HATFIELD, United Kingdom (VOICE OF NAIJA) – Israeli airstrikes pounded locations across the Gaza Strip early Thursday, including parts of the south that Israel had declared as safe zones, heightening fears among more than 2 million Palestinians trapped in the territory that nowhere was safe.
In the nearly two weeks since a devastating Hamas rampage in southern Israel, the Israeli military has relentlessly attacked Gaza in response.
Even after Israel told Palestinians to evacuate the north and head to what it called “safe zones” in the south, strikes continued overnight throughout the densely populated territory.
A residential building in Khan Younis, a city in southern Gaza where hundreds of thousands of Palestinians had sought shelter, was among the places hit.
Medical personnel at Nasser Hospital said they received at least 12 dead and 40 wounded.
The bombardments came after Israel agreed Wednesday to allow Egypt to deliver limited humanitarian aid to Gaza, the first crack in a punishing 11-day siege. Many among Gaza’s 2.3 million residents have cut down to one meal a day and resorted to drinking dirty water.
READ ALSO: Hamas and Israel Trade Blame After Blast Kills Hundreds at Gaza Hospital
The announcement of a plan to bring water, food and other supplies into Gaza came as fury over a Tuesday night explosion at Gaza City’s al-Ahli Hospital spread across the Middle East. There were conflicting claims of who was behind the blast, which the Hamas-run Health Authority said had killed hundreds of Palestinians.
Hamas officials in Gaza blamed an Israeli airstrike, saying hundreds were killed.

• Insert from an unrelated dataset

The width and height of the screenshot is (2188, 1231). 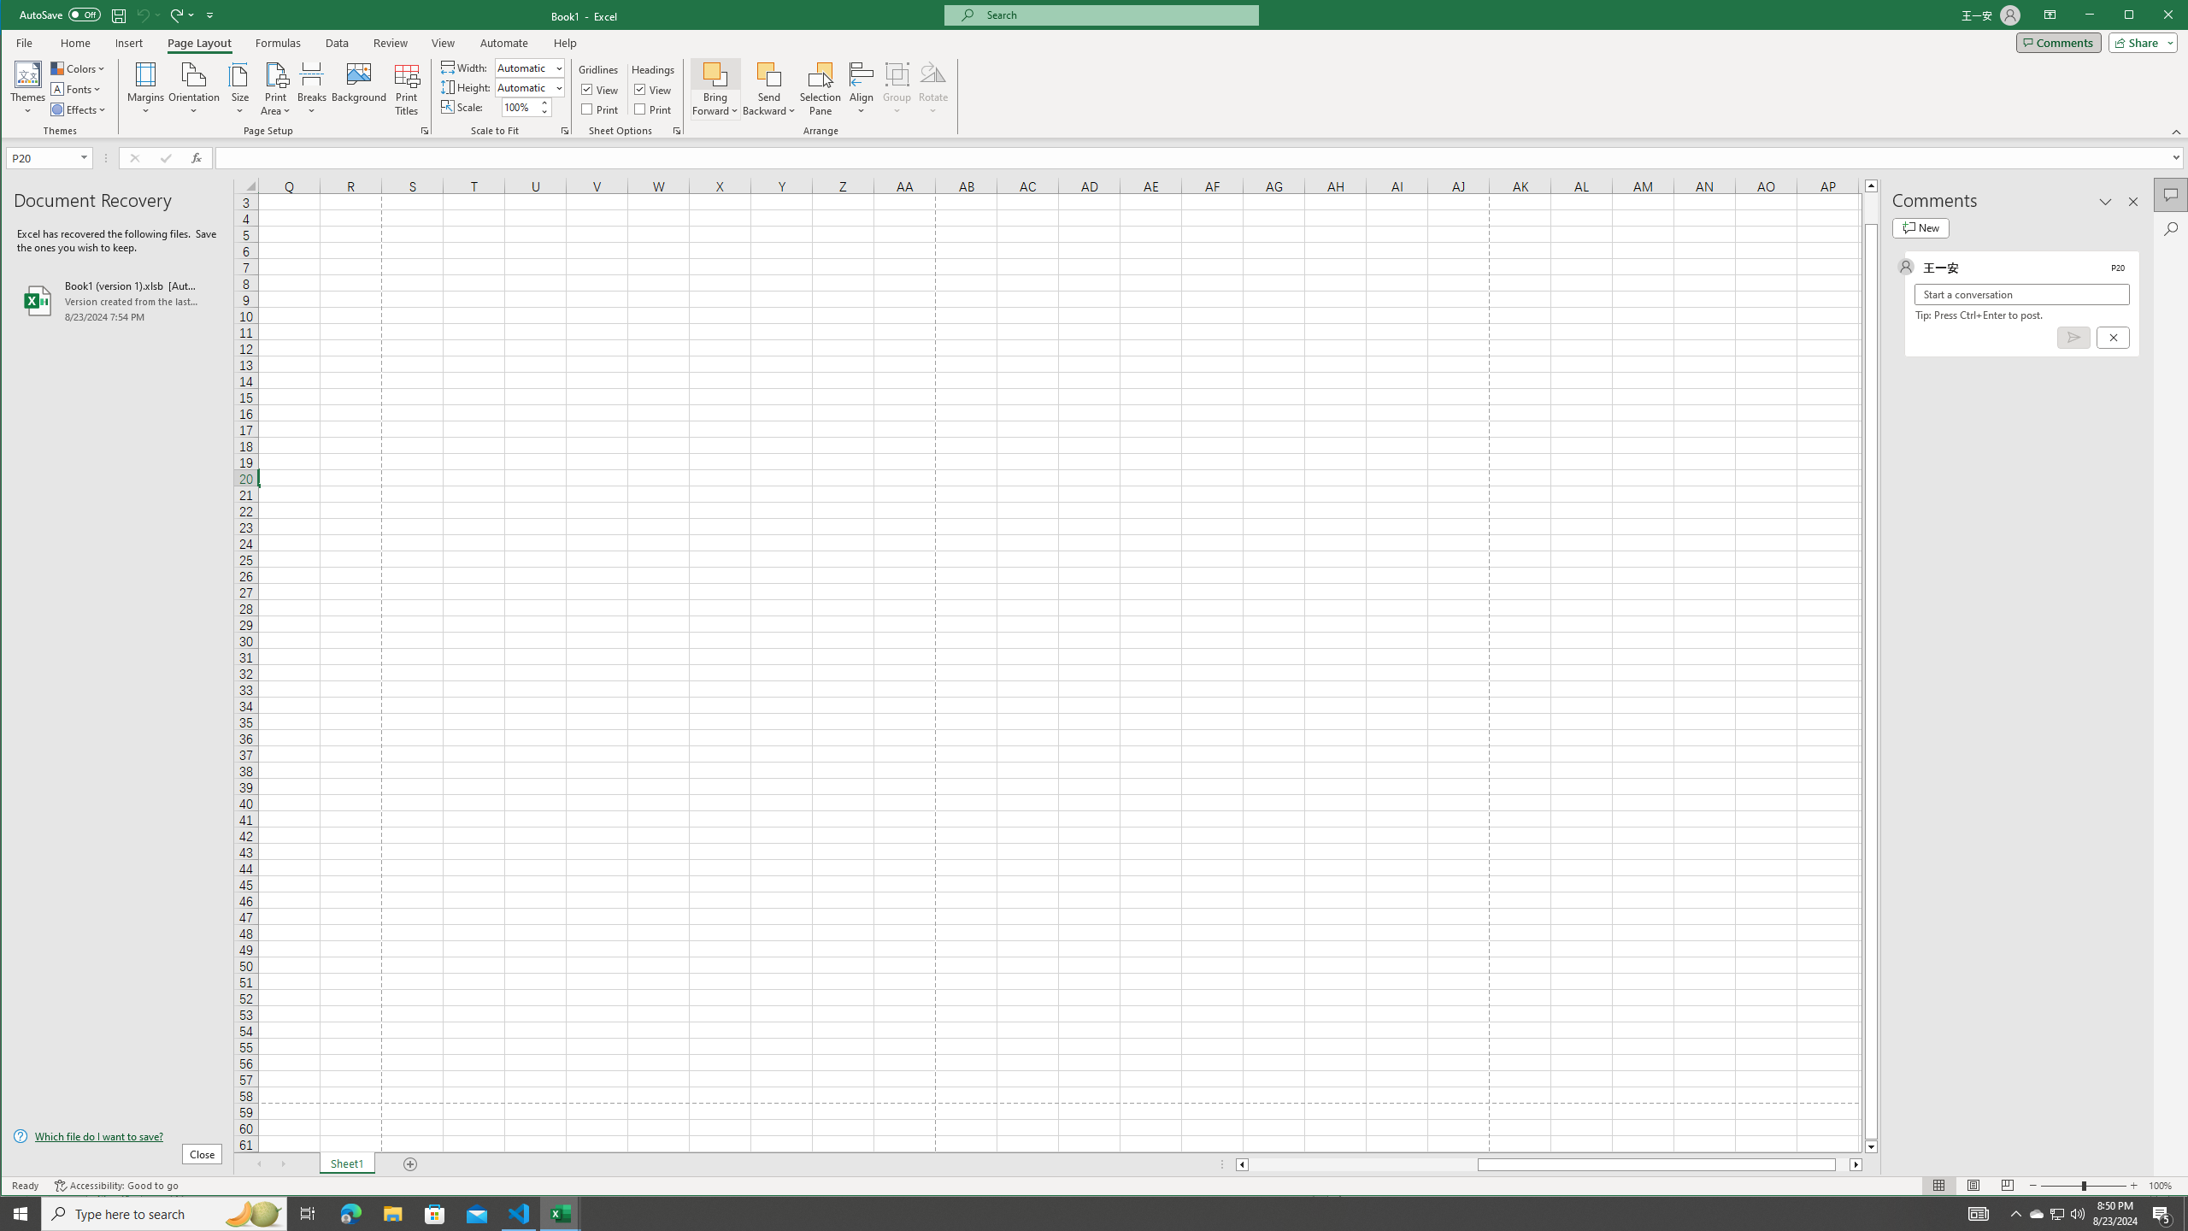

Israel denied it was involved and released a flurry of video, audio and other information that it said showed the blast was instead due to a rocket misfire by Islamic Jihad, another militant group operating in Gaza. Islamic Jihad dismissed the Israeli claim.
The Associated Press has not independently verified any of the claims or evidence.
U.S. President Joe Biden, who visited Israel on Wednesday, said data from his Defense Department showed the explosion was not likely caused by an Israeli airstrike.
The White House later said an analysis of “overhead imagery, intercepts and open-source information” showed Israel was not behind the attack. But the U.S. continues to collect evidence.
Video from the scene showed the hospital grounds strewn with torn bodies, many of them young children. Hundreds of wounded were rushed to Gaza City’s main hospital, where doctors already facing critical supply shortages were sometimes forced to perform surgery on the floors, often without anesthesia.
More than 1 million Palestinians, roughly half of Gaza’s population, have fled their homes in Gaza City and other places in the northern part of the territory since Israel told them to evacuate. Most have crowded into U.N.-run school shelters or the homes of relatives.
Following early Thursday’s airstrikes, sirens wailed as emergency crews rushed to rescue survivors from a building in Khan Younis, where many residents were believed trapped under misshapen bed frames, broken furniture and cement chunks.